Red Cell (Sweden) – All that She wants (sample track from Covered in Red, an EP of Swedish covers)

Red Cell has paid us a visit three times this year but only one of the songs we featured, ‘Om’ appears on this EP, released on 17th November with the smart title ‘Covered in Red’.

The reason is that this is an EP of covers, and ‘Om’, a classic hit for Niklas Strömstedt, was one of them.

I noted previously that it is difficult to compare originals and covers when you don’t know the original very well. Collectively they come, from Niklas Strömstedt, Tommy Körberg, Eva Dahlgren, Broder Daniel and Ace of Base.

Just about everyone in the UK knows Ace of Base of course so I’ll focus in on ‘All that she wants’, possibly their best known song and the first one to win them international acclaim. To the best of my knowledge Red Cell has never tackled a reggae song before.

It is apt that we should examine a song about undisguised promiscuity as we’ve had a couple of examples of that in other songs recently.

I was particularly intrigued as to how Red Cell would tackle the drum beat that caused Ace of Base such angst in getting it just right, with the help of celebrated producer Denniz Pop.

Well it’s still there but it takes a background seat to an overwhelming, portentous dark synth melody with occasional flashes of lighter notes that might be tiny lightning bolts. The (minor) key is the same one as far as I can tell.

The original might be someone, a neighbour perhaps, giving an interview to an investigative journalist from a tabloid newspaper about this woman of loose morals but there’s a much darker underbelly to Red Cell’s interpretation right from the get-go and its reggae-ness is eaten alive by the synthesisers.

“She’s going to get you” might mean something entirely different and much more sinister in this gloomy version and when Stefan Aronsson and Jimmy Skeppstedt sing together it might be two of her many previous acquaintances discussing how she used them, over a litre or two of Omnipollo Pils.

What I’m saying is that they managed to imprint indelibly their own spin on it, just as I knew they would.

I said I wouldn’t comment on the other songs but I have to say that Tommy Körberg’s ‘Stad i ljus’ (‘City in Lights’) – a power ballad – is given a terrific makeover with Jimmy Skeppstedt taking centre stage. How did Andrea Bocelli get on board? The Royal Swedish Opera calls, Jimmy.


Please return all records verbatim, no pictures.
[[ STORED DATA, beginning ]]
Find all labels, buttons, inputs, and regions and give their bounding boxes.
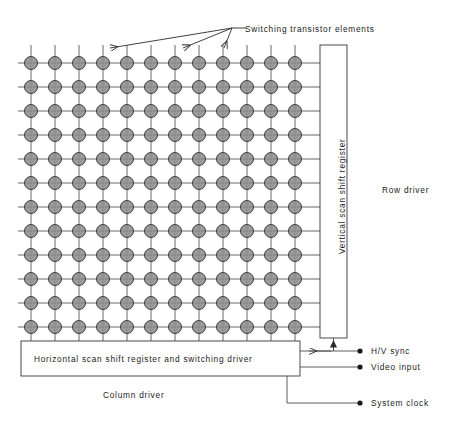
switching-transistor-element [169, 81, 182, 94]
switching-transistor-element [289, 273, 302, 286]
switching-transistor-element [193, 321, 206, 334]
switching-transistor-element [49, 249, 62, 262]
switching-transistor-element [145, 177, 158, 190]
switching-transistor-element [265, 153, 278, 166]
switching-transistor-element [73, 321, 86, 334]
switching-transistor-element [73, 201, 86, 214]
video-input-terminal-dot[interactable] [357, 364, 362, 369]
switching-transistor-element [241, 249, 254, 262]
switching-transistor-element [265, 105, 278, 118]
switching-transistor-element [121, 249, 134, 262]
switching-transistor-element [193, 177, 206, 190]
switching-transistor-element [289, 81, 302, 94]
switching-transistor-element [25, 225, 38, 238]
switching-transistor-element [217, 225, 230, 238]
switching-transistor-element [193, 297, 206, 310]
switching-transistor-element [145, 297, 158, 310]
switching-transistor-element [289, 201, 302, 214]
hv-sync-terminal-dot[interactable] [357, 348, 362, 353]
switching-transistor-element [49, 153, 62, 166]
system-clock-terminal-label[interactable]: System clock [371, 399, 429, 407]
switching-transistor-element [193, 249, 206, 262]
switching-transistor-element [97, 81, 110, 94]
vertical-scan-shift-register-label: Vertical scan shift register [338, 138, 346, 254]
switching-transistor-element [97, 129, 110, 142]
switching-transistor-element [193, 57, 206, 70]
switching-transistor-element [25, 321, 38, 334]
switching-transistor-element [217, 153, 230, 166]
switching-transistor-element [193, 225, 206, 238]
switching-transistor-element [217, 177, 230, 190]
video-input-terminal-label[interactable]: Video input [371, 363, 421, 371]
switching-transistor-elements-label: Switching transistor elements [245, 25, 375, 33]
switching-transistor-element [145, 81, 158, 94]
switching-transistor-element [169, 225, 182, 238]
signal-terminal-dots [357, 348, 362, 405]
switching-transistor-element [289, 297, 302, 310]
switching-transistor-element [25, 273, 38, 286]
switching-transistor-element [97, 273, 110, 286]
switching-transistor-element [193, 81, 206, 94]
switching-transistor-element [289, 129, 302, 142]
switching-transistor-element [97, 225, 110, 238]
hv-sync-terminal-label[interactable]: H/V sync [371, 347, 410, 355]
switching-transistor-element [121, 153, 134, 166]
switching-transistor-element [145, 153, 158, 166]
switching-transistor-element [169, 297, 182, 310]
switching-transistor-element [169, 273, 182, 286]
switching-transistor-element [169, 321, 182, 334]
matrix-transistor-elements [25, 57, 302, 334]
switching-transistor-element [193, 153, 206, 166]
switching-transistor-element [241, 321, 254, 334]
switching-transistor-element [265, 273, 278, 286]
switching-transistor-element [121, 129, 134, 142]
switching-transistor-element [289, 321, 302, 334]
switching-transistor-element [169, 129, 182, 142]
switching-transistor-element [169, 153, 182, 166]
switching-transistor-element [217, 297, 230, 310]
switching-transistor-element [145, 105, 158, 118]
switching-transistor-element [97, 177, 110, 190]
switching-transistor-element [49, 105, 62, 118]
switching-transistor-element [49, 129, 62, 142]
switching-transistor-element [121, 225, 134, 238]
switching-transistor-element [25, 153, 38, 166]
switching-transistor-element [121, 273, 134, 286]
switching-transistor-element [217, 81, 230, 94]
switching-transistor-element [289, 57, 302, 70]
switching-transistor-element [73, 177, 86, 190]
switching-transistor-element [241, 129, 254, 142]
switching-transistor-element [73, 297, 86, 310]
switching-transistor-element [241, 297, 254, 310]
switching-transistor-element [49, 225, 62, 238]
horizontal-scan-shift-register-label: Horizontal scan shift register and switc… [34, 355, 253, 363]
switching-transistor-element [121, 57, 134, 70]
switching-transistor-element [289, 225, 302, 238]
switching-transistor-element [217, 273, 230, 286]
switching-transistor-element [25, 249, 38, 262]
switching-transistor-element [97, 201, 110, 214]
switching-transistor-element [241, 153, 254, 166]
switching-transistor-element [169, 177, 182, 190]
switching-transistor-element [73, 225, 86, 238]
switching-transistor-element [241, 201, 254, 214]
switching-transistor-element [289, 105, 302, 118]
switching-transistor-element [217, 201, 230, 214]
switching-transistor-element [73, 57, 86, 70]
switching-transistor-element [49, 81, 62, 94]
row-driver-caption: Row driver [382, 186, 429, 194]
switching-transistor-element [193, 105, 206, 118]
switching-transistor-element [49, 273, 62, 286]
switching-transistor-element [265, 249, 278, 262]
switching-transistor-element [145, 321, 158, 334]
diagram-canvas: Vertical scan shift register Horizontal … [0, 0, 458, 426]
switching-transistor-element [193, 201, 206, 214]
switching-transistor-element [73, 105, 86, 118]
switching-transistor-element [193, 273, 206, 286]
leader-arrow [183, 28, 232, 48]
switching-transistor-element [265, 201, 278, 214]
system-clock-terminal-dot[interactable] [357, 400, 362, 405]
switching-transistor-element [73, 81, 86, 94]
switching-transistor-element [145, 129, 158, 142]
switching-transistor-element [169, 57, 182, 70]
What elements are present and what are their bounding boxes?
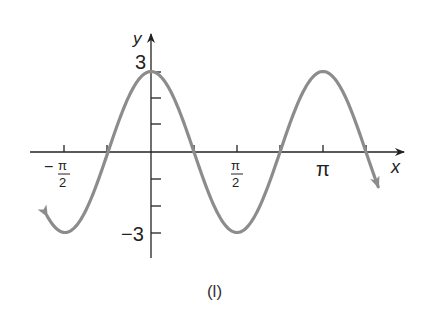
x-axis-label: x [390, 157, 401, 177]
neg-sign: − [44, 158, 53, 175]
neg-half-pi-den: 2 [59, 175, 66, 190]
y-axis-label: y [132, 29, 143, 48]
neg-half-pi-num: π [58, 158, 67, 173]
y-max-label: 3 [135, 51, 146, 73]
half-pi-den: 2 [232, 175, 239, 190]
pi-label: π [316, 158, 330, 180]
cosine-graph: y 3 −3 x − π 2 π 2 π [0, 0, 429, 313]
figure-caption: (l) [0, 282, 429, 302]
y-min-label: −3 [121, 223, 144, 245]
half-pi-num: π [231, 158, 240, 173]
[[ STORED DATA, end ]]
ANSWER TO THIS EXERCISE =
Find all labels, buttons, inputs, and regions and give their bounding boxes.
switching-transistor-element [169, 81, 182, 94]
switching-transistor-element [289, 273, 302, 286]
switching-transistor-element [193, 321, 206, 334]
switching-transistor-element [49, 249, 62, 262]
switching-transistor-element [145, 177, 158, 190]
switching-transistor-element [265, 153, 278, 166]
switching-transistor-element [73, 321, 86, 334]
switching-transistor-element [73, 201, 86, 214]
video-input-terminal-dot[interactable] [357, 364, 362, 369]
switching-transistor-element [241, 249, 254, 262]
switching-transistor-element [265, 105, 278, 118]
switching-transistor-element [121, 249, 134, 262]
switching-transistor-element [193, 177, 206, 190]
switching-transistor-element [289, 81, 302, 94]
switching-transistor-element [25, 225, 38, 238]
switching-transistor-element [217, 225, 230, 238]
switching-transistor-element [193, 297, 206, 310]
switching-transistor-element [145, 297, 158, 310]
switching-transistor-element [289, 201, 302, 214]
hv-sync-terminal-dot[interactable] [357, 348, 362, 353]
switching-transistor-element [49, 153, 62, 166]
system-clock-terminal-label[interactable]: System clock [371, 399, 429, 407]
switching-transistor-element [193, 249, 206, 262]
switching-transistor-element [97, 81, 110, 94]
vertical-scan-shift-register-label: Vertical scan shift register [338, 138, 346, 254]
switching-transistor-element [97, 129, 110, 142]
switching-transistor-element [193, 57, 206, 70]
switching-transistor-element [25, 321, 38, 334]
switching-transistor-element [217, 153, 230, 166]
switching-transistor-element [193, 225, 206, 238]
switching-transistor-element [217, 177, 230, 190]
video-input-terminal-label[interactable]: Video input [371, 363, 421, 371]
switching-transistor-elements-label: Switching transistor elements [245, 25, 375, 33]
switching-transistor-element [145, 81, 158, 94]
switching-transistor-element [169, 225, 182, 238]
signal-terminal-dots [357, 348, 362, 405]
switching-transistor-element [289, 297, 302, 310]
switching-transistor-element [25, 273, 38, 286]
switching-transistor-element [97, 273, 110, 286]
switching-transistor-element [193, 81, 206, 94]
switching-transistor-element [289, 129, 302, 142]
switching-transistor-element [97, 225, 110, 238]
hv-sync-terminal-label[interactable]: H/V sync [371, 347, 410, 355]
switching-transistor-element [121, 153, 134, 166]
switching-transistor-element [145, 153, 158, 166]
switching-transistor-element [169, 297, 182, 310]
switching-transistor-element [169, 273, 182, 286]
switching-transistor-element [169, 321, 182, 334]
matrix-transistor-elements [25, 57, 302, 334]
switching-transistor-element [193, 153, 206, 166]
switching-transistor-element [241, 321, 254, 334]
switching-transistor-element [265, 273, 278, 286]
switching-transistor-element [121, 129, 134, 142]
switching-transistor-element [289, 321, 302, 334]
switching-transistor-element [169, 129, 182, 142]
switching-transistor-element [169, 153, 182, 166]
switching-transistor-element [217, 297, 230, 310]
switching-transistor-element [145, 105, 158, 118]
switching-transistor-element [97, 177, 110, 190]
switching-transistor-element [49, 105, 62, 118]
switching-transistor-element [49, 129, 62, 142]
switching-transistor-element [121, 225, 134, 238]
switching-transistor-element [25, 153, 38, 166]
switching-transistor-element [121, 273, 134, 286]
switching-transistor-element [217, 81, 230, 94]
switching-transistor-element [289, 57, 302, 70]
switching-transistor-element [73, 177, 86, 190]
switching-transistor-element [241, 129, 254, 142]
switching-transistor-element [73, 297, 86, 310]
switching-transistor-element [241, 297, 254, 310]
switching-transistor-element [49, 225, 62, 238]
horizontal-scan-shift-register-label: Horizontal scan shift register and switc… [34, 355, 253, 363]
switching-transistor-element [121, 57, 134, 70]
switching-transistor-element [289, 225, 302, 238]
switching-transistor-element [217, 273, 230, 286]
switching-transistor-element [25, 249, 38, 262]
switching-transistor-element [97, 201, 110, 214]
switching-transistor-element [241, 153, 254, 166]
switching-transistor-element [169, 177, 182, 190]
switching-transistor-element [73, 225, 86, 238]
switching-transistor-element [241, 201, 254, 214]
switching-transistor-element [289, 105, 302, 118]
switching-transistor-element [217, 201, 230, 214]
switching-transistor-element [73, 57, 86, 70]
switching-transistor-element [49, 81, 62, 94]
row-driver-caption: Row driver [382, 186, 429, 194]
switching-transistor-element [193, 105, 206, 118]
switching-transistor-element [49, 273, 62, 286]
switching-transistor-element [265, 249, 278, 262]
switching-transistor-element [145, 321, 158, 334]
diagram-canvas: Vertical scan shift register Horizontal … [0, 0, 458, 426]
switching-transistor-element [193, 201, 206, 214]
switching-transistor-element [73, 105, 86, 118]
switching-transistor-element [193, 273, 206, 286]
leader-arrow [183, 28, 232, 48]
switching-transistor-element [265, 201, 278, 214]
system-clock-terminal-dot[interactable] [357, 400, 362, 405]
switching-transistor-element [73, 81, 86, 94]
switching-transistor-element [145, 129, 158, 142]
switching-transistor-element [169, 57, 182, 70]
What elements are present and what are their bounding boxes?
x-axis-label: x [390, 157, 401, 177]
neg-sign: − [44, 158, 53, 175]
neg-half-pi-den: 2 [59, 175, 66, 190]
y-axis-label: y [132, 29, 143, 48]
neg-half-pi-num: π [58, 158, 67, 173]
y-max-label: 3 [135, 51, 146, 73]
half-pi-den: 2 [232, 175, 239, 190]
pi-label: π [316, 158, 330, 180]
cosine-graph: y 3 −3 x − π 2 π 2 π [0, 0, 429, 313]
figure-caption: (l) [0, 282, 429, 302]
y-min-label: −3 [121, 223, 144, 245]
half-pi-num: π [231, 158, 240, 173]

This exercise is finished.